Vanitas Still-Life by Maria van Oosterwijck

Amsterdam’s Rijksmuseum has recently unveiled one of its latest acquisitions: a masterpiece by one of the most important female painters of the Dutch Golden Age, Maria van Oosterwijck.

On Tuesday, March 4th, the Rijksmuseum put Vanitas Still Life by Maria van Oosterwijck on display for the first time. While the museum owns a few works connected to the artist, it currently has no paintings by Van Oosterwijck, making this the only one in the collection at the moment. The painting has been undergoing extensive restoration since the museum acquired it in 2023. Examinations of the work reveal many changes and underpaintings. For example, there was initially supposed to be an hourglass on the table and a snake slithering through a crack in a wall in the background. The initial purpose was made possible by the Women of the Rijksmuseum Fund as well as the museum Friends’ Lottery.
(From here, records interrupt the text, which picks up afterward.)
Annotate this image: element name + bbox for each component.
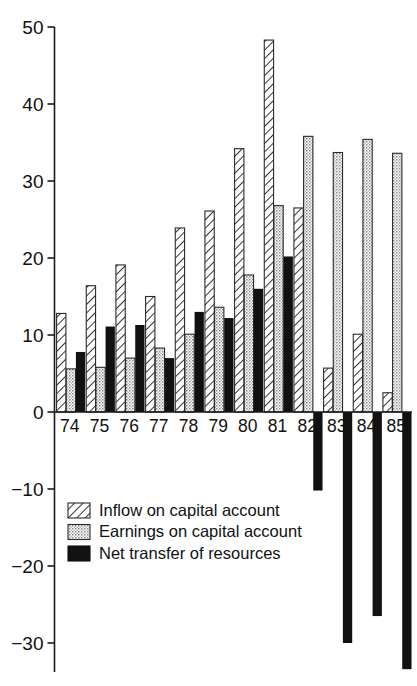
bar-74-solid-black [76,352,85,412]
x-tick-label: 75 [90,416,109,436]
bar-81-diagonal-hatch [264,40,273,412]
x-tick-label: 81 [268,416,287,436]
legend-label: Earnings on capital account [99,522,302,540]
bar-79-diagonal-hatch [205,211,214,412]
bars-layer [57,40,412,669]
x-tick-label: 74 [60,416,80,436]
x-tick-label: 84 [357,416,377,436]
y-tick-label: 40 [22,94,43,115]
x-tick-label: 80 [238,416,258,436]
bar-76-stipple-dots [126,358,135,412]
y-tick-label: 10 [22,325,43,346]
x-axis-tick-labels: 747576777879808182838485 [60,416,406,436]
legend-swatch-diagonal-hatch-swatch [68,503,90,518]
bar-78-stipple-dots [185,334,194,412]
bar-79-solid-black [224,318,233,412]
bar-chart-figure: 50403020100−10−20−30 7475767778798081828… [0,0,417,686]
y-tick-label: −30 [11,633,43,654]
bar-77-stipple-dots [155,348,164,412]
bar-78-solid-black [195,312,204,412]
bar-85-solid-black [402,412,411,669]
x-tick-label: 79 [208,416,227,436]
x-tick-label: 82 [297,416,316,436]
legend-swatch-solid-black-swatch [68,546,90,561]
x-tick-label: 83 [327,416,346,436]
bar-83-diagonal-hatch [324,368,333,412]
y-tick-label: 50 [22,17,43,38]
bar-82-diagonal-hatch [294,208,303,412]
bar-80-solid-black [254,289,263,412]
bar-74-diagonal-hatch [57,313,66,412]
y-tick-label: 20 [22,248,43,269]
bar-75-solid-black [106,327,115,412]
bar-76-solid-black [135,325,144,412]
bar-75-diagonal-hatch [86,286,95,412]
chart-canvas: 50403020100−10−20−30 7475767778798081828… [0,0,417,686]
bar-75-stipple-dots [96,367,105,412]
bar-77-solid-black [165,358,174,412]
x-tick-label: 78 [179,416,198,436]
bar-84-stipple-dots [363,139,372,412]
bar-82-stipple-dots [304,136,313,412]
legend-label: Inflow on capital account [99,501,280,519]
bar-74-stipple-dots [66,369,75,412]
y-tick-label: 30 [22,171,43,192]
bar-84-solid-black [373,412,382,616]
bar-76-diagonal-hatch [116,265,125,412]
y-tick-label: 0 [33,402,44,423]
legend-swatch-stipple-dots-swatch [68,525,90,540]
bar-79-stipple-dots [215,307,224,412]
bar-78-diagonal-hatch [175,228,184,412]
chart-legend: Inflow on capital accountEarnings on cap… [68,501,302,562]
bar-81-stipple-dots [274,206,283,412]
y-axis-tick-labels: 50403020100−10−20−30 [11,17,54,654]
y-tick-label: −20 [11,556,43,577]
x-tick-label: 77 [149,416,168,436]
bar-80-stipple-dots [244,275,253,412]
bar-84-diagonal-hatch [353,334,362,412]
bar-83-solid-black [343,412,352,643]
bar-77-diagonal-hatch [146,297,155,413]
x-tick-label: 76 [119,416,138,436]
bar-83-stipple-dots [333,153,342,412]
bar-80-diagonal-hatch [235,149,244,412]
bar-85-diagonal-hatch [383,393,392,412]
bar-81-solid-black [284,256,293,412]
bar-85-stipple-dots [393,153,402,412]
legend-label: Net transfer of resources [99,544,281,562]
x-tick-label: 85 [386,416,405,436]
y-tick-label: −10 [11,479,43,500]
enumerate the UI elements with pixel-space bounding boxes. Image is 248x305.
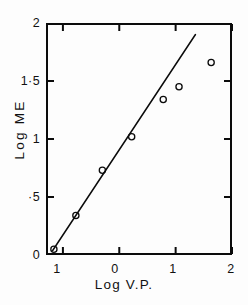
- tick-marks: [47, 24, 232, 254]
- data-points: [51, 59, 214, 252]
- data-point-3: [129, 134, 135, 140]
- data-point-5: [176, 84, 182, 90]
- scatter-plot-figure: 2 1·5 1 ·5 0 1 0 1 2 Log V.P. Log ME: [0, 0, 248, 305]
- data-point-2: [99, 167, 105, 173]
- data-point-6: [208, 59, 214, 65]
- data-point-4: [160, 96, 166, 102]
- plot-overlay: [0, 0, 248, 305]
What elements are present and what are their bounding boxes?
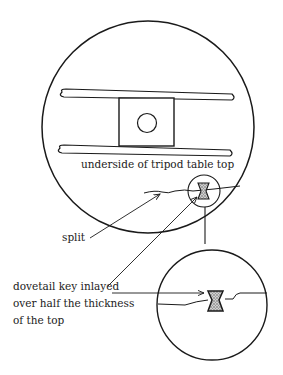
enlarged-dovetail-key bbox=[208, 291, 223, 311]
enlarged-top-surface-line bbox=[225, 293, 267, 299]
label-key-line-3: of the top bbox=[13, 312, 64, 328]
label-key-line-2: over half the thickness bbox=[13, 295, 134, 311]
enlarged-split-line bbox=[158, 300, 208, 305]
split-line bbox=[144, 186, 240, 193]
caption-underside: underside of tripod table top bbox=[81, 156, 234, 172]
split-leader-arrow bbox=[90, 194, 160, 238]
center-block bbox=[119, 98, 174, 146]
label-split: split bbox=[62, 229, 85, 245]
label-key-line-1: dovetail key inlayed bbox=[13, 278, 119, 294]
key-leader-arrow bbox=[108, 197, 197, 286]
small-dovetail-key bbox=[198, 183, 209, 199]
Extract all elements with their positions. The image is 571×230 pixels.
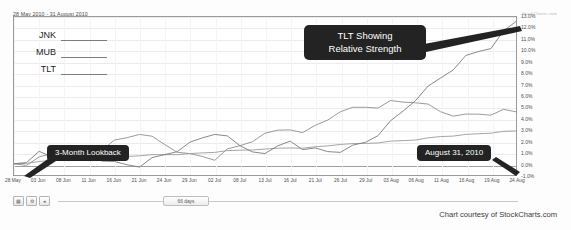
y-axis-tick: 11.0%: [521, 36, 535, 42]
legend-swatch-mub: [61, 57, 107, 58]
x-axis-tick: 02 Jul: [208, 178, 221, 183]
y-axis-tick: 10.0%: [521, 47, 535, 53]
range-slider-handle[interactable]: 66 days: [163, 196, 209, 206]
x-axis-tick: 28 May: [5, 178, 21, 183]
x-axis-tick: 03 Aug: [383, 178, 398, 183]
zoom-out-icon[interactable]: ◂: [39, 196, 50, 206]
x-axis-tick: 16 Jun: [106, 178, 121, 183]
x-axis-tick: 29 Jun: [182, 178, 197, 183]
stockcharts-chart-panel: 28 May 2010 - 31 August 2010 StockCharts…: [0, 0, 571, 230]
x-axis-tick: 16 Jul: [284, 178, 297, 183]
grid-icon[interactable]: ▦: [13, 196, 24, 206]
y-axis-tick: 1.0%: [521, 150, 533, 156]
x-axis-tick: 06 Aug: [409, 178, 424, 183]
x-axis-tick: 13 Jul: [258, 178, 271, 183]
settings-icon[interactable]: ⚙: [26, 196, 37, 206]
legend-swatch-tlt: [61, 74, 107, 75]
x-axis-tick: 24 Aug: [509, 178, 524, 183]
x-axis-tick: 21 Jul: [309, 178, 322, 183]
x-axis: 28 May03 Jun08 Jun11 Jun16 Jun21 Jun24 J…: [13, 178, 517, 190]
y-axis-tick: 5.0%: [521, 104, 533, 110]
legend-label-tlt: TLT: [18, 65, 61, 74]
x-axis-tick: 26 Jul: [334, 178, 347, 183]
y-axis-tick: 8.0%: [521, 70, 533, 76]
legend: JNK MUB TLT: [18, 27, 107, 78]
y-axis-tick: 2.0%: [521, 139, 533, 145]
legend-item-jnk: JNK: [18, 27, 107, 44]
x-axis-tick: 16 Aug: [459, 178, 474, 183]
y-axis-tick: 7.0%: [521, 82, 533, 88]
x-axis-tick: 21 Jun: [132, 178, 147, 183]
y-axis-tick: 4.0%: [521, 116, 533, 122]
x-axis-tick: 11 Jun: [81, 178, 95, 183]
x-axis-tick: 11 Aug: [434, 178, 449, 183]
x-axis-tick: 24 Jun: [157, 178, 172, 183]
x-axis-tick: 19 Aug: [484, 178, 499, 183]
legend-item-tlt: TLT: [18, 61, 107, 78]
callout-end-date: August 31, 2010: [417, 145, 491, 161]
chart-credit: Chart courtesy of StockCharts.com: [439, 210, 557, 219]
x-axis-tick: 29 Jul: [359, 178, 372, 183]
y-axis-tick: 0.0%: [521, 162, 533, 168]
x-axis-tick: 08 Jul: [233, 178, 246, 183]
x-axis-tick: 03 Jun: [31, 178, 46, 183]
x-axis-tick: 08 Jun: [56, 178, 71, 183]
y-axis-tick: 3.0%: [521, 127, 533, 133]
legend-label-jnk: JNK: [18, 31, 61, 40]
y-axis-tick: 13.0%: [521, 13, 535, 19]
legend-label-mub: MUB: [18, 48, 61, 57]
range-slider-track[interactable]: [58, 201, 518, 202]
y-axis-tick: 9.0%: [521, 59, 533, 65]
legend-item-mub: MUB: [18, 44, 107, 61]
callout-tlt-strength: TLT Showing Relative Strength: [304, 25, 426, 60]
callout-lookback: 3-Month Lookback: [47, 145, 129, 161]
y-axis-tick: 6.0%: [521, 93, 533, 99]
y-axis: 13.0%12.0%11.0%10.0%9.0%8.0%7.0%6.0%5.0%…: [519, 16, 569, 176]
y-axis-tick: 12.0%: [521, 24, 535, 30]
legend-swatch-jnk: [61, 40, 107, 41]
chart-toolbar[interactable]: ▦ ⚙ ◂: [13, 194, 50, 207]
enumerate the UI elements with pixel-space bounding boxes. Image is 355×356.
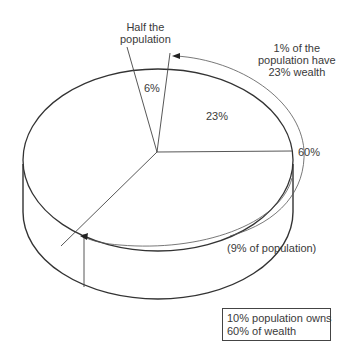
pie-top-ellipse: [23, 69, 293, 251]
sixty-percent-label: 60%: [298, 146, 320, 158]
slice-23-label: 23%: [206, 110, 228, 122]
one-pct-line1: 1% of the: [258, 42, 336, 54]
slice-line-6a: [127, 47, 157, 152]
slice-line-23: [157, 151, 292, 152]
legend-line1: 10% population owns: [227, 312, 326, 325]
slice-6-label: 6%: [144, 82, 160, 94]
one-pct-line3: 23% wealth: [258, 66, 336, 78]
slice-line-lower: [61, 152, 157, 246]
half-population-label: Half the population: [120, 21, 171, 45]
half-line1: Half the: [120, 21, 171, 33]
arrow-head-top: [172, 53, 180, 59]
nine-percent-label: (9% of population): [227, 242, 316, 254]
legend-line2: 60% of wealth: [227, 325, 326, 338]
legend-box: 10% population owns 60% of wealth: [222, 308, 331, 341]
nine-percent-arc: [84, 178, 292, 246]
slice-line-6b: [157, 53, 170, 152]
one-percent-label: 1% of the population have 23% wealth: [258, 42, 336, 78]
half-line2: population: [120, 33, 171, 45]
one-pct-line2: population have: [258, 54, 336, 66]
cylinder-bottom-arc: [23, 164, 293, 299]
one-percent-arc: [176, 56, 304, 236]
Maria van Oosterwijck became renowned in her own lifetime as a still-life painter specializing in floral still-life paintings. She is commonly considered not just one of the most important female painters of the era, but one of the most renowned Dutch Golden Age artists in general. She developed an impressive demand for her work among the European elite, including royalty. Some of her clients included King Louis XIV and Cosimo III de’ Medici, Grand Duke of Tuscany. Nowadays, her works are highly sought after by Old Masters collectors not only because of her renown but also because of the rarity of her works. She was known for her incredible attention to detail, so she did not create as many paintings as other comparable artists. Currently, only about thirty of her paintings are known to exist, including work owned by the Mauritshuis in The Hague, Florence’s Palatine Gallery, and the Royal Collection in London.

The work on display at the Rijksmuseum is interesting because it combines a floral still life and a vanitas painting. This genre of still life was popular in the Netherlands in the seventeenth century. Artists creating these paintings would select a series of items to be assembled together in the painting to represent themes of materialism and wealth alongside decay, time, aging, and death. Vanitas still life artists would commonly use half-eaten food, timepieces, bones, trinkets, and candles to convey these themes. Flowers were another common component, but very rarely were flowers the main focus of the painting. In the Van Oosterwijck painting at the Rijksmuseum, the bouquet is front and center, featuring roses, tulips, irises, and a sunflower. A skull lies on the table beneath it as if it is wearing a garland crown. The painting also features an orange with a bite taken out of it, a Bible, a jewelry box, and a tablet inscribed with the Ten Commandments in Hebrew. The painting is an incredibly personal since it shows Van Oosterwijck’s piety. She was a deeply religious woman, with both her father and grandfather being ministers.

According to the museum, the painting is now as close to its original state as possible. It is currently hanging in the Gallery of Honor on the Rijksmuseum’s first floor.